A newly released international trailer for Sony’s Resident Evil: Welcome to Raccoon City offers a host of new footage that should have fans excited for the upcoming Resident Evil reboot. The differences are clear right from the start, as the trailer opens with a whole new sequence, as well as ditching “What’s Up?” by 4 Non Blondes. In fact, the trailer is much more horror-centric, with the action sequences glimpsed in the previous trailer making way for something a lot more haunting and generally a lot more Resident Evil-esque.
Coming courtesy of Sony Pictures, Resident Evil: Welcome to Raccoon City will take audiences back to the beginning, and re-introduce the origin of the undead. “Once the booming home of pharmaceutical giant Umbrella Corporation, Raccoon City is now a dying Midwestern town,” the movie’s official synopsis reads. “The company’s exodus left the city a wasteland…with great evil brewing below the surface. When that evil is unleashed, the townspeople are forever…changed…and a small group of survivors must work together to uncover the truth behind Umbrella and make it through the night.”
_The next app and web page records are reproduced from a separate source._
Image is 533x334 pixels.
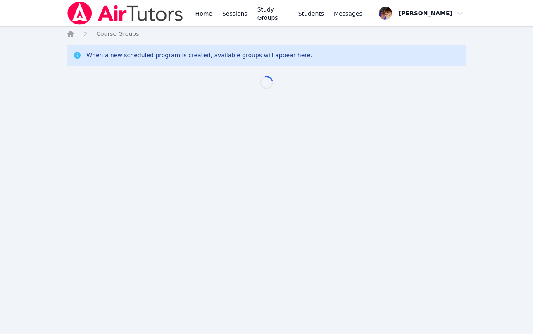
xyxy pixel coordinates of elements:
span: Course Groups [96,31,139,37]
span: Messages [334,9,362,18]
a: Course Groups [96,30,139,38]
nav: Breadcrumb [66,30,466,38]
img: Air Tutors [66,2,183,25]
div: When a new scheduled program is created, available groups will appear here. [86,51,312,59]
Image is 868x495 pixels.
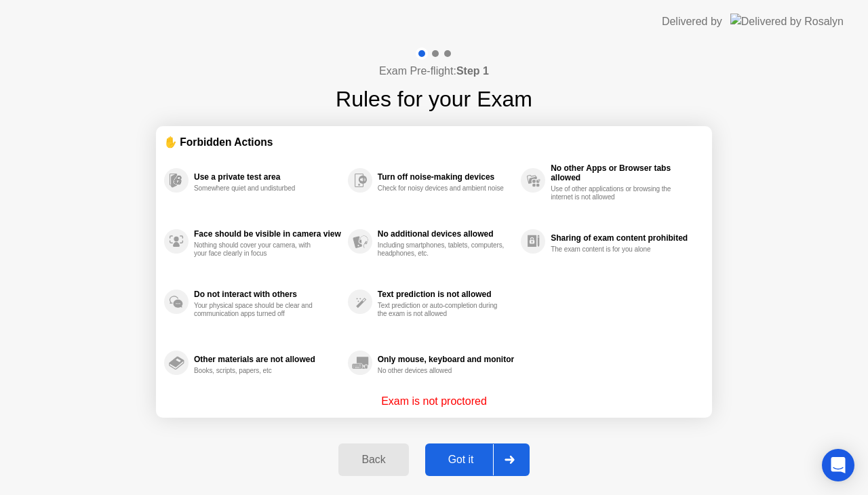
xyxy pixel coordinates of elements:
[194,354,341,364] div: Other materials are not allowed
[379,63,489,79] h4: Exam Pre-flight:
[338,444,408,476] button: Back
[377,290,514,299] div: Text prediction is not allowed
[194,229,341,239] div: Face should be visible in camera view
[194,184,322,193] div: Somewhere quiet and undisturbed
[377,172,514,181] div: Turn off noise-making devices
[425,444,530,476] button: Got it
[550,233,697,243] div: Sharing of exam content prohibited
[377,184,506,193] div: Check for noisy devices and ambient noise
[377,354,514,364] div: Only mouse, keyboard and monitor
[377,367,506,375] div: No other devices allowed
[381,394,486,410] p: Exam is not proctored
[457,65,489,77] b: Step 1
[194,172,341,181] div: Use a private test area
[377,241,506,257] div: Including smartphones, tablets, computers, headphones, etc.
[194,367,322,375] div: Books, scripts, papers, etc
[730,14,843,29] img: Delivered by Rosalyn
[164,135,704,150] div: ✋ Forbidden Actions
[377,302,506,318] div: Text prediction or auto-completion during the exam is not allowed
[662,14,722,30] div: Delivered by
[550,164,697,182] div: No other Apps or Browser tabs allowed
[194,241,322,257] div: Nothing should cover your camera, with your face clearly in focus
[429,453,493,466] div: Got it
[550,245,679,254] div: The exam content is for you alone
[822,449,854,481] div: Open Intercom Messenger
[550,185,679,201] div: Use of other applications or browsing the internet is not allowed
[377,229,514,239] div: No additional devices allowed
[336,83,532,115] h1: Rules for your Exam
[194,302,322,318] div: Your physical space should be clear and communication apps turned off
[342,453,404,466] div: Back
[194,290,341,299] div: Do not interact with others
Written and directed by Johannes Roberts, Resident Evil: Welcome to Raccoon City will reportedly return to the origins of the massively popular Resident Evil franchise, taking inspiration from the first and second games by Capcom, as well as serving as a reboot of the Resident Evil movie series. Resident Evil: Welcome to Raccoon City has amassed an ensemble cast of up-and-coming talent that includes Kaya Scodelario (Pirates of the Caribbean: Dead Men Tell No Tales), Robbie Amell (The Duff, Code 8), Hannah John-Kamen (Ant-Man and the Wasp), Tom Hopper (The Umbrella Academy), Avan Jogia (Zombieland: Double Tap) and Neal McDonough (Sonic the Hedgehog), and will feature several recognizable characters from the video game series including Claire Redfield, Jill Valentine, Chris Redfield, Albert Wesker, and Leon S. Kennedy among others.
Fan and filmmaker Johannes Roberts has assured fans of the long-running video game franchise that this outing will look to the source material for inspiration while returning to the events that started it all. “Obviously, there is the Resident Evil [film] franchise and this movie doesn’t have anything to do with that,” Roberts said recently. “It’s a whole separate origin story based in the roots of the and the world of horror… We’re not [making a remake]. We’re going in a completely different [direction].”
In more good news for fans, it has now been confirmed that Resident Evil: Welcome to Raccoon City has officially been gifted with an R-rating by the MPA. The movie has earnt this welcome rating thanks to some “Strong violence and gore, and language throughout,” which is exactly what you would hope for in a movie filled with zombies and other assorted horrors, and certainly bodes well for Roberts’ plan to resurrect the more horror-based elements of the story.
Resident Evil: Welcome to Raccoon City is scheduled to be released in the United States on November 24, 2021, by Sony Pictures Releasing.